The Claim
In trained individuals, muscle hypertrophy is small and follows a linear-logarithmic adaptation pattern, which necessitates large sample sizes to detect meaningful differences between resistance training methods.
What the research says
Supports is higher
Support is ahead, but a single strong opposing study can change this.
These are independent scores, not a percentage. Higher-grade studies count more, so a single strong opposing study can outweigh several weaker ones.
When people who already work out build muscle, they don’t get much bigger very fast, and the gains slow down over time—so to tell if one workout plan is better than another, you’d need to study a lot of people.
See the scientific wording
Muscle hypertrophy in trained individuals is small and follows a linear-logarithmic adaptation pattern, making it difficult to detect meaningful differences between resistance training methods without large sample sizes.
What the research says
1 studyThis study found that two different ways of lifting weights produced almost the same tiny muscle gains in people who already train regularly—so small that you need a huge group of people to even notice the difference. This matches the claim that muscle growth gets really hard to improve once you're trained.
Score breakdown, mechanism chain, raw evidence, ideal studies needed & 1 supporting studies
Not medical advice. For informational purposes only. Always consult a qualified healthcare professional before making health decisions.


DIRECTIONS: Your task is to copy every line below that contains the word "northampton".

********************

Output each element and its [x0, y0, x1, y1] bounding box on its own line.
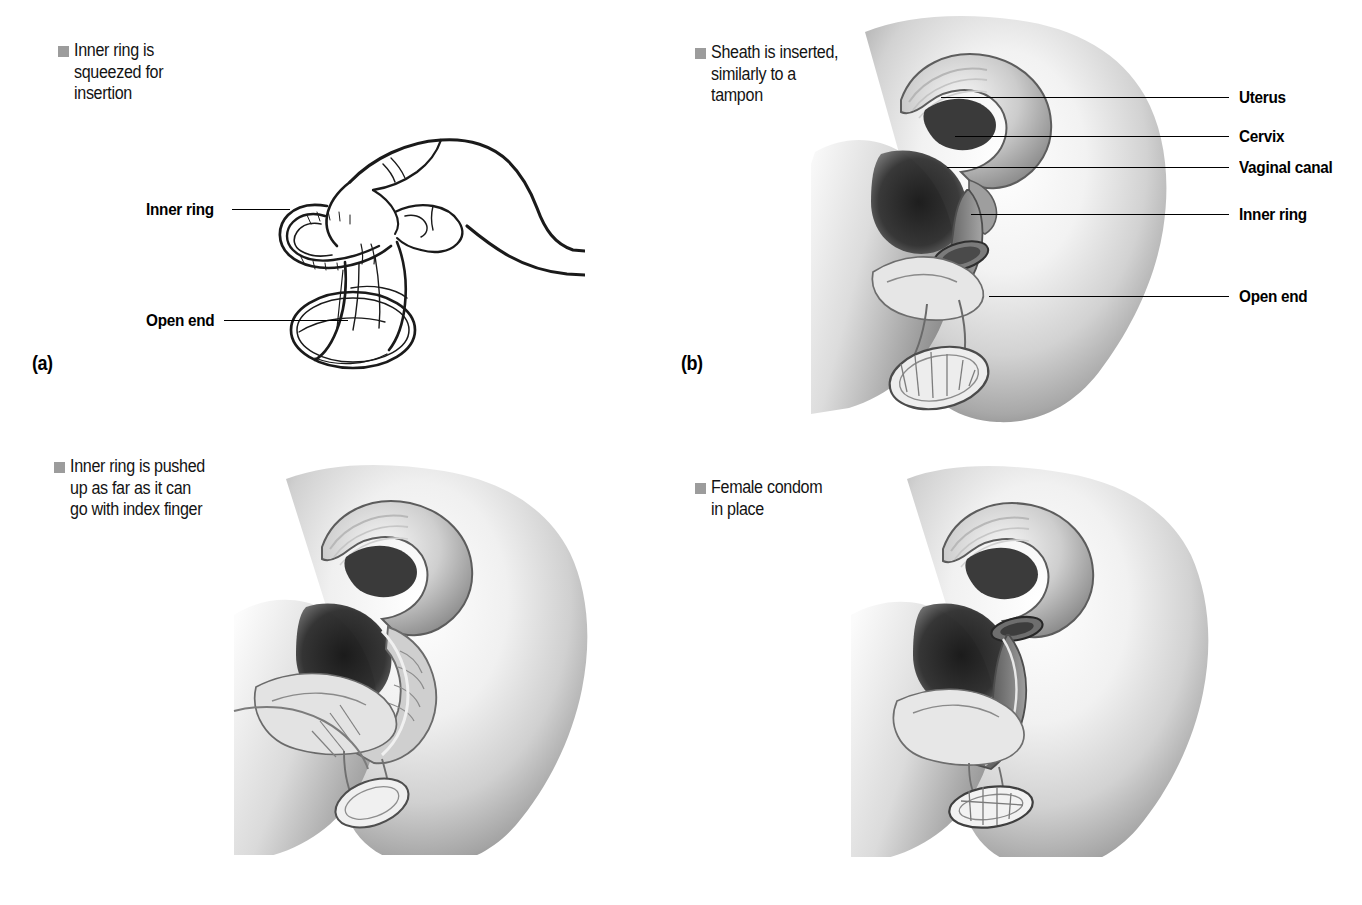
panel-c-caption-text: Inner ring is pushed up as far as it can…	[70, 456, 205, 521]
bullet-square-icon	[58, 46, 69, 57]
bullet-square-icon	[695, 483, 706, 494]
panel-d-illustration	[851, 457, 1251, 857]
panel-a-label-open-end: Open end	[146, 311, 214, 331]
panel-b-leader-open-end	[989, 296, 1229, 297]
panel-d-caption: Female condom in place	[695, 477, 870, 520]
panel-b-label-open-end: Open end	[1239, 287, 1307, 307]
panel-a-leader-inner-ring	[232, 209, 290, 210]
figure-root: Inner ring is squeezed for insertion	[0, 0, 1362, 905]
bullet-square-icon	[54, 462, 65, 473]
panel-b-leader-uterus	[941, 97, 1229, 98]
panel-b-leader-inner-ring	[971, 214, 1229, 215]
panel-b-label-uterus: Uterus	[1239, 88, 1286, 108]
bullet-square-icon	[695, 48, 706, 59]
panel-a: Inner ring is squeezed for insertion	[0, 0, 681, 437]
panel-b-label-inner-ring: Inner ring	[1239, 205, 1307, 225]
panel-c: Inner ring is pushed up as far as it can…	[0, 437, 681, 874]
panel-a-caption-text: Inner ring is squeezed for insertion	[74, 40, 163, 105]
panel-b-label-cervix: Cervix	[1239, 127, 1284, 147]
panel-a-label-inner-ring: Inner ring	[146, 200, 214, 220]
panel-a-illustration	[255, 120, 585, 370]
panel-d-caption-text: Female condom in place	[711, 477, 822, 520]
panel-letter-b: (b)	[681, 352, 703, 375]
panel-b-label-vaginal-canal: Vaginal canal	[1239, 158, 1332, 178]
panel-c-illustration	[232, 455, 632, 855]
panel-b-leader-cervix	[955, 136, 1229, 137]
panel-b: Sheath is inserted, similarly to a tampo…	[681, 0, 1362, 437]
panel-d: Female condom in place	[681, 437, 1362, 874]
panel-a-caption: Inner ring is squeezed for insertion	[58, 40, 238, 105]
panel-letter-a: (a)	[32, 352, 53, 375]
panel-a-leader-open-end	[224, 320, 348, 321]
panel-b-leader-vaginal-canal	[947, 167, 1229, 168]
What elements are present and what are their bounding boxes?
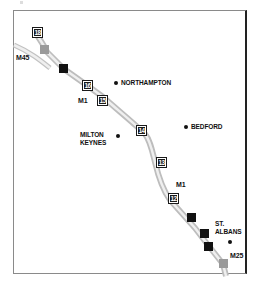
town-dot-bedford	[184, 125, 188, 129]
junction-18[interactable]: 18	[32, 27, 43, 38]
town-label-milton-keynes: MILTON KEYNES	[80, 131, 106, 147]
road-label-m45: M45	[16, 54, 29, 62]
service-area-marker	[204, 242, 213, 251]
town-dot-milton-keynes	[116, 134, 120, 138]
junction-12[interactable]: 12	[168, 193, 179, 204]
town-label-northampton: NORTHAMPTON	[121, 79, 171, 87]
town-label-line: MILTON	[80, 131, 106, 139]
town-label-st-albans: ST. ALBANS	[215, 220, 241, 236]
road-label-m25: M25	[230, 252, 243, 260]
town-dot-northampton	[114, 81, 118, 85]
town-label-line: ST.	[215, 220, 241, 228]
junction-14[interactable]: 14	[136, 125, 147, 136]
road-label-m1: M1	[78, 97, 88, 105]
junction-15[interactable]: 15	[97, 95, 108, 106]
m45-interchange-marker	[40, 45, 49, 54]
junction-13[interactable]: 13	[156, 157, 167, 168]
m25-interchange-marker	[219, 259, 228, 268]
service-area-marker	[59, 64, 68, 73]
junction-number: 14	[137, 126, 146, 135]
junction-number: 15	[98, 96, 107, 105]
junction-number: 13	[157, 158, 166, 167]
road-label-m1: M1	[176, 181, 186, 189]
town-label-bedford: BEDFORD	[191, 123, 222, 131]
town-label-line: ALBANS	[215, 228, 241, 236]
junction-number: 18	[33, 28, 42, 37]
junction-number: 12	[169, 194, 178, 203]
service-area-marker	[187, 213, 196, 222]
town-dot-st-albans	[228, 240, 232, 244]
town-label-line: KEYNES	[80, 139, 106, 147]
junction-number: 16	[83, 81, 92, 90]
map-canvas	[0, 0, 257, 286]
service-area-marker	[200, 229, 209, 238]
junction-16[interactable]: 16	[82, 80, 93, 91]
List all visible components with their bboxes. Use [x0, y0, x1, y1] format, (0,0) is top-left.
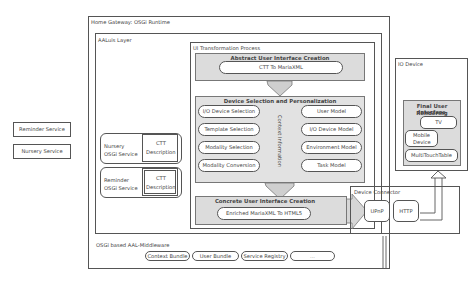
modality-conversion-step: Modality Conversion — [198, 159, 260, 172]
more-bundles[interactable]: ... — [290, 251, 335, 261]
io-device-selection-step: I/O Device Selection — [198, 105, 260, 118]
device-connector-title: Device Connector — [354, 189, 400, 195]
device-selection-title: Device Selection and Personalization — [195, 98, 365, 104]
task-model: Task Model — [301, 159, 362, 172]
concrete-ui-title: Concrete User Interface Creation — [195, 198, 335, 204]
user-bundle[interactable]: User Bundle — [192, 251, 239, 261]
template-selection-step: Template Selection — [198, 123, 260, 136]
io-device-model: I/O Device Model — [301, 123, 362, 136]
context-bundle[interactable]: Context Bundle — [145, 251, 190, 261]
context-information-label: Context Information — [277, 115, 283, 165]
environment-model: Environment Model — [301, 141, 362, 154]
middleware-title: OSGi based AAL-Middleware — [96, 242, 169, 248]
multitouch-table-device: MultiTouchTable — [405, 149, 458, 162]
io-device-title: IO Device — [398, 61, 423, 67]
mobile-device-label-1: Mobile — [413, 132, 430, 138]
tv-device: TV — [420, 116, 457, 129]
upnp-protocol: UPnP — [364, 200, 390, 222]
enriched-mariaxml-step: Enriched MariaXML To HTML5 — [217, 207, 311, 220]
user-model: User Model — [301, 105, 362, 118]
modality-selection-step: Modality Selection — [198, 141, 260, 154]
service-registry[interactable]: Service Registry — [241, 251, 288, 261]
http-protocol: HTTP — [393, 200, 419, 222]
mobile-device-label-2: Device — [413, 139, 431, 145]
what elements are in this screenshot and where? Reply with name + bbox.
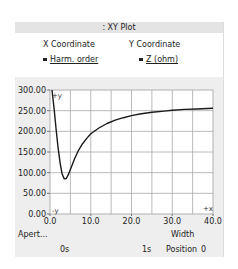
series-marker-icon [43, 58, 47, 61]
x-coordinate-header: X Coordinate [43, 40, 98, 50]
y-series-item[interactable]: Z (ohm) [129, 55, 180, 65]
y-tick-label: 200.00 [18, 127, 46, 136]
position-value: 0 [201, 245, 206, 255]
window-title: : XY Plot [15, 22, 223, 33]
y-tick-label: 50.00 [23, 189, 46, 198]
x-tick-label: 40.0 [204, 217, 222, 226]
y-tick-label: 250.00 [18, 107, 46, 116]
legend-y-column: Y Coordinate Z (ohm) [129, 40, 180, 65]
width-label: Width [171, 230, 194, 240]
time-end: 1s [142, 245, 151, 255]
x-axis-marker: +x [203, 205, 213, 213]
position-label: Position [166, 245, 197, 255]
x-coordinate-link[interactable]: Harm. order [50, 55, 98, 64]
x-tick-label: 10.0 [82, 217, 100, 226]
x-tick-label: 30.0 [163, 217, 181, 226]
x-tick-label: 20.0 [123, 217, 141, 226]
time-start: 0s [60, 245, 69, 255]
legend-x-column: X Coordinate Harm. order [43, 40, 98, 65]
aperture-label: Apert... [18, 230, 48, 240]
y-tick-label: 150.00 [18, 148, 46, 157]
xy-plot-panel: : XY Plot X Coordinate Harm. order Y Coo… [15, 22, 224, 257]
x-series-item[interactable]: Harm. order [43, 55, 98, 65]
series-marker-icon [139, 58, 143, 61]
x-tick-label: 0.0 [44, 217, 57, 226]
y-bottom-marker: -y [52, 207, 59, 215]
y-coordinate-header: Y Coordinate [129, 40, 180, 50]
legend: X Coordinate Harm. order Y Coordinate Z … [15, 33, 223, 77]
y-tick-label: 300.00 [18, 86, 46, 95]
y-coordinate-link[interactable]: Z (ohm) [146, 55, 178, 64]
y-tick-label: 100.00 [18, 169, 46, 178]
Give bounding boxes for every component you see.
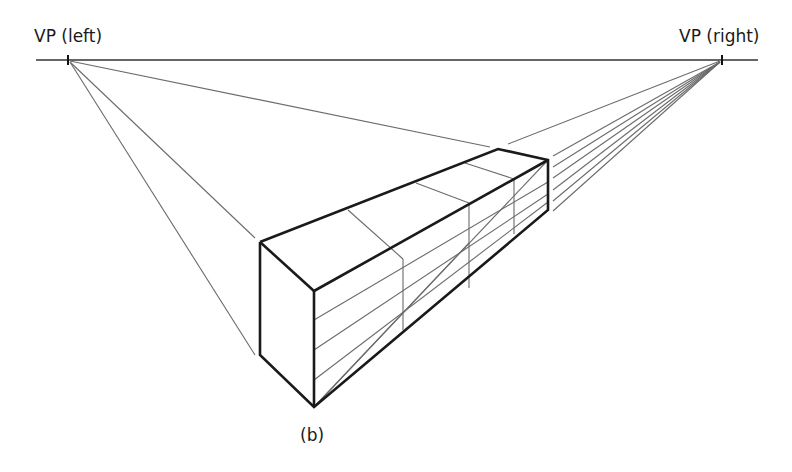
diagram-canvas [0, 0, 792, 472]
figure-caption: (b) [300, 425, 324, 445]
box-outline [260, 149, 548, 407]
vp-right-construction-lines [508, 61, 720, 211]
box-inner-lines [314, 160, 548, 407]
vp-left-label: VP (left) [34, 26, 102, 46]
vp-right-label: VP (right) [679, 26, 760, 46]
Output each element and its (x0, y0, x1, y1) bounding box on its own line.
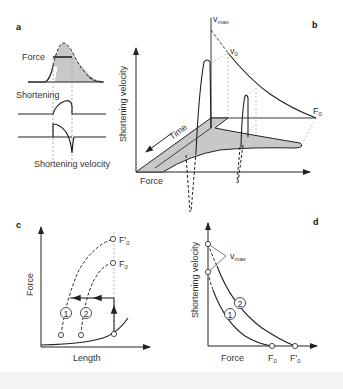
svg-text:1: 1 (64, 309, 69, 319)
panel-c-label: c (16, 220, 21, 230)
force-trace-label: Force (22, 52, 45, 62)
curve-1-marker: 1 (61, 308, 72, 319)
panel-a: a Force Shortening Shortening velocity (16, 22, 111, 169)
v0-label: v0 (230, 46, 239, 57)
f0-prime-label: F'0 (119, 235, 130, 246)
panel-b-label: b (312, 20, 318, 30)
curve-2 (217, 266, 295, 346)
panel-d: d Shortening velocity Force vmax 1 2 F0 … (190, 217, 319, 364)
panel-c: c Force Length 1 2 (16, 220, 150, 363)
svg-text:2: 2 (84, 309, 89, 319)
curve-1 (61, 239, 113, 335)
fv-curve (228, 53, 316, 118)
x-axis-label: Length (73, 353, 101, 363)
figure-canvas: a Force Shortening Shortening velocity b (0, 0, 343, 389)
y-axis-label: Shortening velocity (118, 65, 128, 142)
y-axis-label: Force (25, 273, 35, 296)
x-axis-label: Force (221, 353, 244, 363)
panel-d-label: d (313, 217, 319, 227)
svg-text:2: 2 (238, 299, 243, 309)
f0-label: F0 (119, 259, 129, 270)
shortening-trace-label: Shortening (16, 90, 60, 100)
panel-a-label: a (16, 22, 22, 32)
velocity-trace-label: Shortening velocity (34, 159, 111, 169)
vmax-label: vmax (213, 14, 229, 25)
y-axis-label: Shortening velocity (190, 241, 200, 318)
curve-2-marker: 2 (81, 308, 92, 319)
curve-2 (81, 263, 113, 335)
data-points (58, 236, 116, 337)
curve-2-marker: 2 (235, 298, 246, 309)
curve-1-marker: 1 (225, 309, 236, 320)
fv-curve-extrapolated (211, 30, 228, 53)
f0-prime-label: F'0 (290, 353, 301, 364)
velocity-trace (18, 124, 106, 153)
x-axis-label: Force (140, 176, 163, 186)
caption-strip (0, 372, 343, 389)
panel-b: b Shortening velocity Force vmax v0 F0 (118, 14, 323, 212)
f0-label: F0 (268, 353, 278, 364)
f0-label: F0 (313, 106, 323, 117)
vmax-label: vmax (230, 251, 246, 262)
svg-text:1: 1 (228, 310, 233, 320)
data-points (205, 241, 297, 348)
force-trace (28, 43, 104, 82)
vmax-bracket (208, 244, 226, 272)
shortening-trace (18, 101, 106, 114)
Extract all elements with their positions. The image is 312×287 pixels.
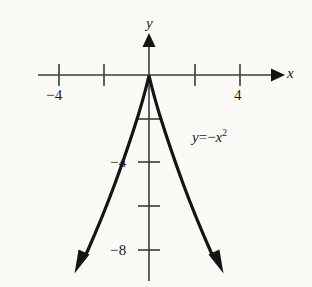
y-axis-label: y [146,16,153,31]
graph-canvas [0,0,312,287]
y-axis-tick-label-neg4: −4 [110,155,127,170]
equation-annotation: y=−x2 [192,130,227,145]
equation-sign: − [207,129,215,145]
parabola-figure: −4 4 −4 −8 y x y=−x2 [0,0,312,287]
equation-equals: = [199,129,207,145]
equation-exponent: 2 [222,128,227,138]
y-axis-tick-label-neg8: −8 [110,243,127,258]
x-axis-tick-label-4: 4 [234,88,242,103]
x-axis-label: x [287,66,294,81]
y-axis-arrowhead-icon [143,33,156,47]
equation-lhs: y [192,129,199,145]
x-axis-tick-label-neg4: −4 [46,88,63,103]
x-axis-arrowhead-icon [271,69,285,82]
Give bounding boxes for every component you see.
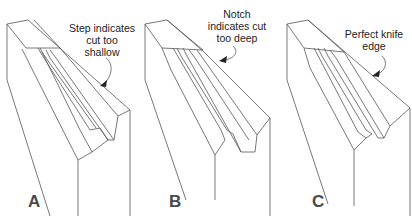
arrow-icon [372,70,380,77]
label-b: B [169,192,181,212]
arrow-icon [219,56,227,63]
label-a: A [28,192,40,212]
caption-a: Step indicates cut too shallow [62,22,142,58]
caption-c: Perfect knife edge [336,28,412,52]
panel-a: Step indicates cut too shallow A [0,0,137,216]
caption-b: Notch indicates cut too deep [199,8,275,44]
arrow-icon [100,80,107,87]
label-c: C [312,192,324,212]
panel-b: Notch indicates cut too deep B [137,0,274,216]
panel-c: Perfect knife edge C [274,0,411,216]
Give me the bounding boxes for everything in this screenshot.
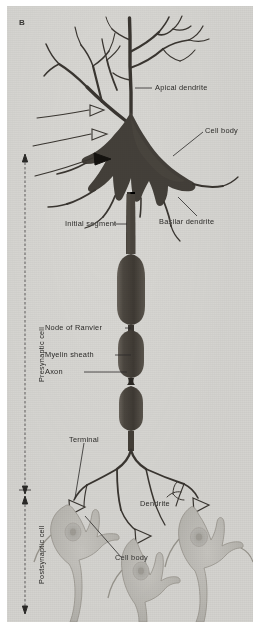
apical-trunk — [130, 18, 132, 114]
label-cell-body-bottom: Cell body — [115, 554, 148, 561]
label-axon: Axon — [45, 368, 63, 375]
apical-dendrite-tree — [44, 16, 209, 121]
presynaptic-bracket — [19, 154, 31, 494]
label-dendrite: Dendrite — [140, 500, 170, 507]
label-initial-segment: Initial segment — [65, 220, 116, 227]
postsynaptic-cell-1 — [34, 505, 119, 622]
label-node-of-ranvier: Node of Ranvier — [45, 324, 102, 331]
label-apical-dendrite: Apical dendrite — [155, 84, 208, 91]
panel-letter-b: B — [19, 18, 25, 27]
label-terminal: Terminal — [69, 436, 99, 443]
figure-panel-b: B Apical dendrite Cell body Basilar dend… — [0, 0, 260, 636]
node-of-ranvier-2 — [127, 378, 135, 385]
axosomatic-synapses — [33, 105, 111, 176]
label-myelin-sheath: Myelin sheath — [45, 351, 94, 358]
axon-initial-segment — [126, 192, 136, 254]
label-cell-body-top: Cell body — [205, 127, 238, 134]
myelinated-axon — [117, 254, 145, 451]
micrograph-plate: B Apical dendrite Cell body Basilar dend… — [7, 6, 253, 622]
myelin-internode-1 — [117, 254, 145, 325]
synaptic-bouton-open-2 — [92, 129, 107, 140]
synaptic-bouton-open-1 — [90, 105, 104, 116]
myelin-internode-2 — [118, 330, 144, 378]
postsynaptic-cell-3 — [165, 506, 253, 622]
postsynaptic-bracket — [22, 496, 27, 614]
label-basilar-dendrite: Basilar dendrite — [159, 218, 214, 225]
myelin-internode-3 — [119, 386, 143, 431]
postsynaptic-cell-2 — [108, 539, 180, 622]
terminal-bouton-2 — [135, 529, 151, 544]
bracket-label-presynaptic: Presynaptic cell — [38, 327, 45, 382]
bracket-label-postsynaptic: Postsynaptic cell — [38, 525, 45, 584]
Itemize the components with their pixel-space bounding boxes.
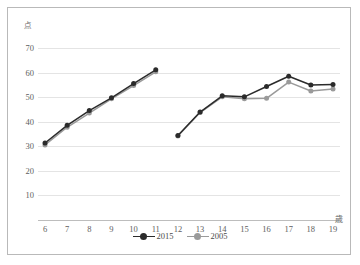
marker-2015-age-6 <box>43 140 48 145</box>
marker-2015-age-10 <box>131 81 136 86</box>
y-tick-label-20: 20 <box>11 167 34 176</box>
series-lines-group <box>38 36 340 220</box>
marker-2015-age-8 <box>87 108 92 113</box>
marker-2005-age-17 <box>286 80 291 85</box>
marker-2015-age-15 <box>242 94 247 99</box>
y-tick-label-40: 40 <box>11 118 34 127</box>
plot-area: 10203040506070 678910111213141516171819 <box>38 36 340 220</box>
marker-2015-age-19 <box>331 82 336 87</box>
marker-2015-age-16 <box>264 84 269 89</box>
x-axis-line <box>38 220 340 221</box>
marker-2015-age-17 <box>286 74 291 79</box>
y-tick-label-70: 70 <box>11 44 34 53</box>
marker-2015-age-14 <box>220 93 225 98</box>
chart-figure: 点 10203040506070 67891011121314151617181… <box>0 0 360 265</box>
marker-2015-age-18 <box>308 83 313 88</box>
y-tick-label-30: 30 <box>11 142 34 151</box>
marker-2005-age-19 <box>331 86 336 91</box>
legend-marker-2005-icon <box>187 232 209 240</box>
legend-marker-2015-icon <box>133 232 155 240</box>
series-2015 <box>43 67 336 145</box>
y-tick-label-10: 10 <box>11 191 34 200</box>
marker-2015-age-11 <box>153 67 158 72</box>
y-axis-unit-label: 点 <box>24 22 31 30</box>
marker-2015-age-9 <box>109 95 114 100</box>
x-axis-unit-label: 歳 <box>335 216 343 224</box>
marker-2005-age-16 <box>264 96 269 101</box>
marker-2005-age-18 <box>308 88 313 93</box>
chart-frame: 点 10203040506070 67891011121314151617181… <box>7 7 351 255</box>
y-tick-label-50: 50 <box>11 93 34 102</box>
series-2005 <box>43 69 336 147</box>
legend-entry-2015[interactable]: 2015 <box>133 232 174 241</box>
line-2005-segment-1 <box>45 72 156 145</box>
chart-legend: 20152005 <box>8 232 352 241</box>
legend-entry-2005[interactable]: 2005 <box>187 232 228 241</box>
legend-label-2005: 2005 <box>211 232 228 241</box>
y-tick-label-60: 60 <box>11 69 34 78</box>
marker-2015-age-13 <box>198 110 203 115</box>
legend-label-2015: 2015 <box>157 232 174 241</box>
marker-2015-age-12 <box>175 133 180 138</box>
marker-2015-age-7 <box>65 123 70 128</box>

********************

FINISHED EXERCISE:
town-label-northampton: NORTHAMPTON	[121, 79, 171, 87]
town-dot-northampton	[114, 81, 118, 85]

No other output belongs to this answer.